The worst forms of child labour include work in mechanical workshops, construction, waste disposal and chemical sector.

The menace was on the rise because of poverty and parents often used their children as a source of earning, he said.

A labour department official said a survey conducted in 1996 by the International Labour Organization (ILO) and the Bureau of Statistics revealed that there were 1.06 million child labourers in the country and the number must be much higher now. No such survey had been conducted in the recent years, the official said.

The number of such children was much higher as, usually, surveys didn’t include all areas, a participant said.

In the face of growing population, government and non-governmental organisations should work in collaboration to eradicate at least the worst form of child labour, the participants said.

The government should make arrangements for informal education and vocational training of such children, as simply stopping them from working by a law would not solve the problem, they said.

The labour department alone could not eradicate the problem, as a staff of 34 people, including four labour inspectors, could not take action against those who employed children below 14 years of age in the hazardous forms of labour, an official said.

The lack of interest of the government was evident for that fact that the National Steering Committee formed last year under the labour ministry had not conducted a national survey so far, a participant said.
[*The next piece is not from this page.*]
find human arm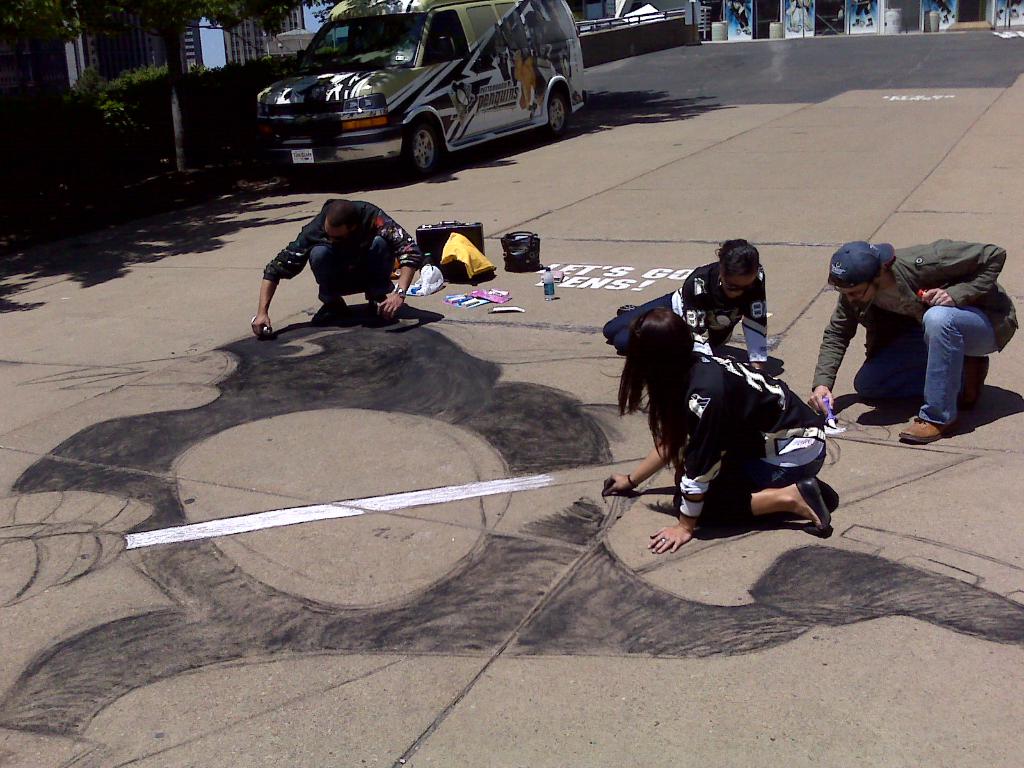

Despite rampant child labour in the NWFP, the legal service unit of the provincial labour department had taken up only eight cases of bonded labour, a participant said.

Only one district vigilance committee had been formed in Mardan under the Abolition of Bonded Labour Act, 1992, and no such body existed in the 23 other districts of the province, said a participant.

The participants said priorities should be set to concentrate on abolishing worst forms of child labour first. Education should be the cornerstone of any preventive strategy, they said.